BOM import batch job fails in EBOM management when UOM mapping incomplete

We’re running TC 12.3 and encountering persistent failures with our EBOM batch import jobs when processing supplier BOMs. The job terminates with ‘Unit of Measure not found’ errors for approximately 30% of imported parts.

The batch job runs nightly to import supplier-specific part data from multiple vendors. Each supplier uses their own UOM conventions (EA, EACH, PCS, etc.), and we’ve configured BMIDE UOM mappings, but the job still fails. When I check the batch import job logs, I see:


ERROR: UOM mapping failed for part SP-4521
Supplier UOM: 'EA' not mapped to system UOM
Import terminated at line 1247 of 3500

This creates incomplete BOMs in our system and delays our procurement workflows. Has anyone dealt with comprehensive UOM mapping configuration in BMIDE for multi-supplier scenarios?

You’ll need to update the LOV with synonyms and redeploy the template, but no full restart required. However, I’d recommend also implementing a pre-validation step in your batch import script. Before the actual import, parse the supplier file and check all UOM values against your configured LOV. Log any unmapped values and either auto-map them using a lookup table or flag them for manual review. This prevents job failures and gives you visibility into new supplier UOM variations before they hit production imports. We reduced our EBOM import failures by 90% using this approach.

I’ll add a quick note about batch import job logs - make sure you’re capturing the full context. The error you showed only indicates the failed part number, but you should also log the supplier ID, the source file name, and the original UOM value. This makes troubleshooting much faster when you have multiple suppliers with overlapping part numbers. We modified our import job to write detailed logs to a database table rather than just flat files, which lets us run analytics on failure patterns and proactively identify new UOM variations before they cause widespread import failures.

One thing to add - when you configure LOV synonyms in BMIDE, make sure you’re setting them at the right level. If your suppliers are in different regions, you might need locale-specific synonym mappings. Also, check your batch import job’s error handling configuration. By default, TC terminates the entire batch on first error. You can modify the job to log errors and continue processing, then handle failed items in a separate reconciliation step. This way you don’t lose 70% of your import just because 30% have UOM issues.

We had exactly this issue with our SAP-to-Teamcenter integration. Beyond the LOV synonym approach, consider implementing a UOM translation layer in your integration middleware. We built a mapping table that sits between the supplier data feed and TC import, which normalizes all UOM variations before they reach Teamcenter. This keeps your BMIDE configuration clean and makes it easier to onboard new suppliers without template changes. The translation table is just a simple CSV that maps supplier-specific UOMs to standard TC values, and it’s maintained by the procurement team rather than PLM admins.

Thanks Mike. I checked our UOM LOV in BMIDE and we do have ‘Each’ as the primary value, but ‘EA’, ‘EACH’, and ‘PCS’ aren’t listed as synonyms. So the batch job can’t map these supplier-specific variations. I’m assuming I need to add these as LOV synonyms and then redeploy the BMIDE template. Will this require a full system restart or just a template update?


Go through the data and copy every line exactly, but not the images.

[Data section — start]

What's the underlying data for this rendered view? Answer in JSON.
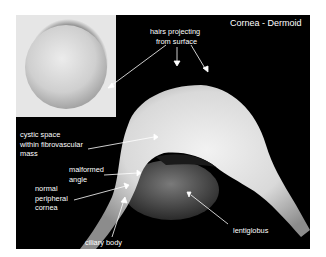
{
  "figure": {
    "title": "Cornea - Dermoid",
    "background_color": "#000000",
    "border_color": "#ffffff"
  },
  "labels": {
    "hairs": [
      "hairs projecting",
      "from surface"
    ],
    "cystic": [
      "cystic space",
      "within fibrovascular",
      "mass"
    ],
    "malformed": [
      "malformed",
      "angle"
    ],
    "normal": [
      "normal",
      "peripheral",
      "cornea"
    ],
    "ciliary": "ciliary body",
    "lentiglobus": "lentiglobus"
  }
}
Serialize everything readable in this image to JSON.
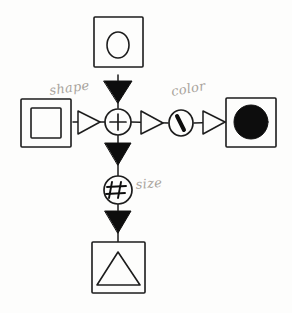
{
  "diagram": {
    "medium": "pencil and ink on paper",
    "background_color": "#fdfdfc",
    "ink_color": "#1d1d1d",
    "pencil_color": "#a9a49d",
    "nodes": [
      {
        "id": "top-source",
        "data_name": "node-box-circle",
        "kind": "box",
        "glyph": "circle-outline",
        "fill": "none",
        "label": "",
        "position": "top",
        "cx": 118,
        "cy": 46
      },
      {
        "id": "left-source",
        "data_name": "node-box-square",
        "kind": "box",
        "glyph": "square-outline",
        "fill": "none",
        "label": "",
        "position": "left",
        "cx": 44,
        "cy": 122
      },
      {
        "id": "center-op",
        "data_name": "node-circle-plus",
        "kind": "circle-operator",
        "glyph": "+",
        "fill": "none",
        "label": "",
        "position": "center",
        "cx": 118,
        "cy": 122
      },
      {
        "id": "mid-right-op",
        "data_name": "node-circle-slash",
        "kind": "circle-operator",
        "glyph": "\\",
        "fill": "none",
        "label": "",
        "position": "right-arm",
        "cx": 181,
        "cy": 123
      },
      {
        "id": "right-sink",
        "data_name": "node-box-filled-circle",
        "kind": "box",
        "glyph": "circle-filled",
        "fill": "#101010",
        "label": "",
        "position": "right",
        "cx": 250,
        "cy": 122
      },
      {
        "id": "bottom-op",
        "data_name": "node-circle-hash",
        "kind": "circle-operator",
        "glyph": "#",
        "fill": "none",
        "label": "",
        "position": "below-center",
        "cx": 118,
        "cy": 190
      },
      {
        "id": "bottom-sink",
        "data_name": "node-box-triangle",
        "kind": "box",
        "glyph": "triangle-outline",
        "fill": "none",
        "label": "",
        "position": "bottom",
        "cx": 118,
        "cy": 267
      }
    ],
    "edges": [
      {
        "id": "e-top-center",
        "data_name": "edge-top-to-center",
        "from": "top-source",
        "to": "center-op",
        "arrowhead": "solid-triangle",
        "direction": "down",
        "label": ""
      },
      {
        "id": "e-left-center",
        "data_name": "edge-left-to-center",
        "from": "left-source",
        "to": "center-op",
        "arrowhead": "hollow-triangle",
        "direction": "right",
        "label": "shape"
      },
      {
        "id": "e-center-slash",
        "data_name": "edge-center-to-slash",
        "from": "center-op",
        "to": "mid-right-op",
        "arrowhead": "hollow-triangle",
        "direction": "right",
        "label": "color"
      },
      {
        "id": "e-slash-right",
        "data_name": "edge-slash-to-right",
        "from": "mid-right-op",
        "to": "right-sink",
        "arrowhead": "hollow-triangle",
        "direction": "right",
        "label": ""
      },
      {
        "id": "e-center-hash",
        "data_name": "edge-center-to-hash",
        "from": "center-op",
        "to": "bottom-op",
        "arrowhead": "solid-triangle",
        "direction": "down",
        "label": "size"
      },
      {
        "id": "e-hash-bottom",
        "data_name": "edge-hash-to-bottom",
        "from": "bottom-op",
        "to": "bottom-sink",
        "arrowhead": "solid-triangle",
        "direction": "down",
        "label": ""
      }
    ],
    "annotations": [
      {
        "id": "a-shape",
        "data_name": "annotation-shape",
        "text": "shape",
        "x": 50,
        "y": 95,
        "rotate": -8
      },
      {
        "id": "a-color",
        "data_name": "annotation-color",
        "text": "color",
        "x": 172,
        "y": 96,
        "rotate": -10
      },
      {
        "id": "a-size",
        "data_name": "annotation-size",
        "text": "size",
        "x": 136,
        "y": 189,
        "rotate": -5
      }
    ],
    "operator_glyphs": {
      "plus": "+",
      "hash": "#",
      "slash": "\\"
    }
  }
}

[Data section — finish]

▶ **Written solution**
What's the underlying data for this rendered view? Answer in JSON.
{
  "figure": {
    "title": "Cornea - Dermoid",
    "background_color": "#000000",
    "border_color": "#ffffff"
  },
  "labels": {
    "hairs": [
      "hairs projecting",
      "from surface"
    ],
    "cystic": [
      "cystic space",
      "within fibrovascular",
      "mass"
    ],
    "malformed": [
      "malformed",
      "angle"
    ],
    "normal": [
      "normal",
      "peripheral",
      "cornea"
    ],
    "ciliary": "ciliary body",
    "lentiglobus": "lentiglobus"
  }
}
Serialize everything readable in this image to JSON.
{
  "diagram": {
    "medium": "pencil and ink on paper",
    "background_color": "#fdfdfc",
    "ink_color": "#1d1d1d",
    "pencil_color": "#a9a49d",
    "nodes": [
      {
        "id": "top-source",
        "data_name": "node-box-circle",
        "kind": "box",
        "glyph": "circle-outline",
        "fill": "none",
        "label": "",
        "position": "top",
        "cx": 118,
        "cy": 46
      },
      {
        "id": "left-source",
        "data_name": "node-box-square",
        "kind": "box",
        "glyph": "square-outline",
        "fill": "none",
        "label": "",
        "position": "left",
        "cx": 44,
        "cy": 122
      },
      {
        "id": "center-op",
        "data_name": "node-circle-plus",
        "kind": "circle-operator",
        "glyph": "+",
        "fill": "none",
        "label": "",
        "position": "center",
        "cx": 118,
        "cy": 122
      },
      {
        "id": "mid-right-op",
        "data_name": "node-circle-slash",
        "kind": "circle-operator",
        "glyph": "\\",
        "fill": "none",
        "label": "",
        "position": "right-arm",
        "cx": 181,
        "cy": 123
      },
      {
        "id": "right-sink",
        "data_name": "node-box-filled-circle",
        "kind": "box",
        "glyph": "circle-filled",
        "fill": "#101010",
        "label": "",
        "position": "right",
        "cx": 250,
        "cy": 122
      },
      {
        "id": "bottom-op",
        "data_name": "node-circle-hash",
        "kind": "circle-operator",
        "glyph": "#",
        "fill": "none",
        "label": "",
        "position": "below-center",
        "cx": 118,
        "cy": 190
      },
      {
        "id": "bottom-sink",
        "data_name": "node-box-triangle",
        "kind": "box",
        "glyph": "triangle-outline",
        "fill": "none",
        "label": "",
        "position": "bottom",
        "cx": 118,
        "cy": 267
      }
    ],
    "edges": [
      {
        "id": "e-top-center",
        "data_name": "edge-top-to-center",
        "from": "top-source",
        "to": "center-op",
        "arrowhead": "solid-triangle",
        "direction": "down",
        "label": ""
      },
      {
        "id": "e-left-center",
        "data_name": "edge-left-to-center",
        "from": "left-source",
        "to": "center-op",
        "arrowhead": "hollow-triangle",
        "direction": "right",
        "label": "shape"
      },
      {
        "id": "e-center-slash",
        "data_name": "edge-center-to-slash",
        "from": "center-op",
        "to": "mid-right-op",
        "arrowhead": "hollow-triangle",
        "direction": "right",
        "label": "color"
      },
      {
        "id": "e-slash-right",
        "data_name": "edge-slash-to-right",
        "from": "mid-right-op",
        "to": "right-sink",
        "arrowhead": "hollow-triangle",
        "direction": "right",
        "label": ""
      },
      {
        "id": "e-center-hash",
        "data_name": "edge-center-to-hash",
        "from": "center-op",
        "to": "bottom-op",
        "arrowhead": "solid-triangle",
        "direction": "down",
        "label": "size"
      },
      {
        "id": "e-hash-bottom",
        "data_name": "edge-hash-to-bottom",
        "from": "bottom-op",
        "to": "bottom-sink",
        "arrowhead": "solid-triangle",
        "direction": "down",
        "label": ""
      }
    ],
    "annotations": [
      {
        "id": "a-shape",
        "data_name": "annotation-shape",
        "text": "shape",
        "x": 50,
        "y": 95,
        "rotate": -8
      },
      {
        "id": "a-color",
        "data_name": "annotation-color",
        "text": "color",
        "x": 172,
        "y": 96,
        "rotate": -10
      },
      {
        "id": "a-size",
        "data_name": "annotation-size",
        "text": "size",
        "x": 136,
        "y": 189,
        "rotate": -5
      }
    ],
    "operator_glyphs": {
      "plus": "+",
      "hash": "#",
      "slash": "\\"
    }
  }
}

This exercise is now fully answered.